Film review: Che: Part One
(15) Director: Steven Soderbergh Running time: 126 minutes **
STEPHEN Soderbergh's Che is no ordinary film. Part documentary, part feature, the Spanish-language film is a wonky biopic that teems with historical details about the guerrilla fighter's intense life, and yet obstinately refuses to hazard a guess at what was running through the mind beneath the beret.
Soderbergh and his star Benicio Del Toro spent more than a decade putting together the film, which is based largely on the diaries Guevara kept during his disastrous attempt to foment upheaval in Bolivia. But after its Cannes premiere, the four-and-a-half-hour feature has been chopped into two halves; part two is out in a few months, an arrangement as satisfying as half a dinner or half a pair of shoes. For now we have the Che (Part One): The Argentine, about the Cuban revolution where Guevara and Fidel Castro led a straggly gang of insurgents against the US-backed forces of dictator Fulgencio Batista, culminating in Batista's ousting in 1959. Del Toro's Guevara is a weak-lunged asthmatic, who builds his strength through physical tests.
Soderbergh has opted to simply allow events to unfold like a diary. This doesn't result in objective biography but it certainly contributes to a film whose unadorned story is exhaustive and exhausting, with a decidedly cavalier approach to dramatic urgency. You sense that a scene featuring a train derailing has Soderbergh groaning as it builds to something close to excitement, but it's a reminder that intelligent precision doesn't make its mark as effectively as a piece of flamboyant inspiration. Also, Soderbergh doesn't give us dates and locations; he merely opens his movie with a map showing locations of Che eventfulness, then expects us to remember that map when people mention them later in the movie. Maybe it's because I have the topographical skills of a mouse in a bucket, but I think there are geography tests less gruelling than this.
In an interesting but problematically academic epic, the film's ace is Del Toro, even though his energy levels are sometimes kept so low he resembles a drunken bear more than El Comandante. Che should be a vibrant personality, as culturally intricate as Lenin, Bob Dylan or Charlemagne, but Soderbergh keeps draining his man of emotional juice. This Che has idealism in spades but his revolutionary zeal comes across like a relentless version of an Xbox character, except instead of virtual gunplay, he keeps shelling you with speeches about the proletariat and how his pure brand of activism is "the highest level of humanity". This Che is like the persistent thick-skinned guy at university who kept trying to get you to join CommieSoc. He certainly doesn't have the puppyish eagerness displayed by Gael Garcia Bernal in the other recent Che biopic, The Motorcycle Diaries.
Del Toro is too personally charismatic to bore you, even in an enterprise as stubbornly academic as this, but if they give out Oscars for valiant tent-pole work, he should sweep the board.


### [Work instruction]
The result should be an exact copy of the entries below, free of pictures.

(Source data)
——
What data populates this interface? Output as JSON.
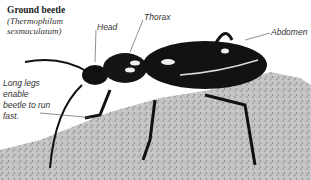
{
  "figure": {
    "title": "Ground beetle",
    "scientific_name": "(Thermophilum sexmaculatum)",
    "labels": {
      "head": "Head",
      "thorax": "Thorax",
      "abdomen": "Abdomen"
    },
    "caption": "Long legs enable beetle to run fast.",
    "colors": {
      "beetle": "#111111",
      "rock": "#b8b8b8",
      "background": "#ffffff",
      "text": "#333333"
    }
  }
}
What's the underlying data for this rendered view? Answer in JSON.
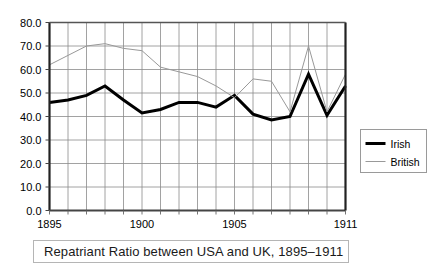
{
  "caption": {
    "text": "Repatriant Ratio between USA and UK, 1895–1911"
  },
  "legend": {
    "position": "right-middle",
    "entries": [
      {
        "label": "Irish",
        "color": "#000000",
        "style": "thick-solid"
      },
      {
        "label": "British",
        "color": "#999999",
        "style": "thin-solid"
      }
    ]
  },
  "axes": {
    "y_ticks": [
      "0.0",
      "10.0",
      "20.0",
      "30.0",
      "40.0",
      "50.0",
      "60.0",
      "70.0",
      "80.0"
    ],
    "x_ticks": [
      "1895",
      "1900",
      "1905",
      "1911"
    ]
  },
  "chart_data": {
    "type": "line",
    "title": "Repatriant Ratio between USA and UK, 1895–1911",
    "xlabel": "",
    "ylabel": "",
    "ylim": [
      0,
      80
    ],
    "ytick_step": 10,
    "xlim": [
      1895,
      1911
    ],
    "grid": true,
    "legend_position": "right-middle",
    "x": [
      1895,
      1896,
      1897,
      1898,
      1899,
      1900,
      1901,
      1902,
      1903,
      1904,
      1905,
      1906,
      1907,
      1908,
      1909,
      1910,
      1911
    ],
    "categories": [
      "1895",
      "1896",
      "1897",
      "1898",
      "1899",
      "1900",
      "1901",
      "1902",
      "1903",
      "1904",
      "1905",
      "1906",
      "1907",
      "1908",
      "1909",
      "1910",
      "1911"
    ],
    "x_tick_labels": [
      "1895",
      "1900",
      "1905",
      "1911"
    ],
    "x_tick_values": [
      1895,
      1900,
      1905,
      1911
    ],
    "series": [
      {
        "name": "Irish",
        "color": "#000000",
        "width": 3,
        "values": [
          46.0,
          47.0,
          49.0,
          53.0,
          47.0,
          41.5,
          43.0,
          46.0,
          46.0,
          44.0,
          49.0,
          41.0,
          38.5,
          40.0,
          58.0,
          40.5,
          53.0
        ]
      },
      {
        "name": "British",
        "color": "#999999",
        "width": 1,
        "values": [
          62.0,
          66.0,
          70.0,
          71.0,
          69.0,
          68.0,
          61.0,
          59.0,
          57.0,
          53.0,
          48.0,
          56.0,
          55.0,
          42.0,
          70.0,
          42.0,
          58.0
        ]
      }
    ]
  }
}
——
### [Worked solution]
What data populates this interface? Output as JSON.
{
  "figure": {
    "title": "Ground beetle",
    "scientific_name": "(Thermophilum sexmaculatum)",
    "labels": {
      "head": "Head",
      "thorax": "Thorax",
      "abdomen": "Abdomen"
    },
    "caption": "Long legs enable beetle to run fast.",
    "colors": {
      "beetle": "#111111",
      "rock": "#b8b8b8",
      "background": "#ffffff",
      "text": "#333333"
    }
  }
}
What's the underlying data for this rendered view? Answer in JSON.
{
  "caption": {
    "text": "Repatriant Ratio between USA and UK, 1895–1911"
  },
  "legend": {
    "position": "right-middle",
    "entries": [
      {
        "label": "Irish",
        "color": "#000000",
        "style": "thick-solid"
      },
      {
        "label": "British",
        "color": "#999999",
        "style": "thin-solid"
      }
    ]
  },
  "axes": {
    "y_ticks": [
      "0.0",
      "10.0",
      "20.0",
      "30.0",
      "40.0",
      "50.0",
      "60.0",
      "70.0",
      "80.0"
    ],
    "x_ticks": [
      "1895",
      "1900",
      "1905",
      "1911"
    ]
  },
  "chart_data": {
    "type": "line",
    "title": "Repatriant Ratio between USA and UK, 1895–1911",
    "xlabel": "",
    "ylabel": "",
    "ylim": [
      0,
      80
    ],
    "ytick_step": 10,
    "xlim": [
      1895,
      1911
    ],
    "grid": true,
    "legend_position": "right-middle",
    "x": [
      1895,
      1896,
      1897,
      1898,
      1899,
      1900,
      1901,
      1902,
      1903,
      1904,
      1905,
      1906,
      1907,
      1908,
      1909,
      1910,
      1911
    ],
    "categories": [
      "1895",
      "1896",
      "1897",
      "1898",
      "1899",
      "1900",
      "1901",
      "1902",
      "1903",
      "1904",
      "1905",
      "1906",
      "1907",
      "1908",
      "1909",
      "1910",
      "1911"
    ],
    "x_tick_labels": [
      "1895",
      "1900",
      "1905",
      "1911"
    ],
    "x_tick_values": [
      1895,
      1900,
      1905,
      1911
    ],
    "series": [
      {
        "name": "Irish",
        "color": "#000000",
        "width": 3,
        "values": [
          46.0,
          47.0,
          49.0,
          53.0,
          47.0,
          41.5,
          43.0,
          46.0,
          46.0,
          44.0,
          49.0,
          41.0,
          38.5,
          40.0,
          58.0,
          40.5,
          53.0
        ]
      },
      {
        "name": "British",
        "color": "#999999",
        "width": 1,
        "values": [
          62.0,
          66.0,
          70.0,
          71.0,
          69.0,
          68.0,
          61.0,
          59.0,
          57.0,
          53.0,
          48.0,
          56.0,
          55.0,
          42.0,
          70.0,
          42.0,
          58.0
        ]
      }
    ]
  }
}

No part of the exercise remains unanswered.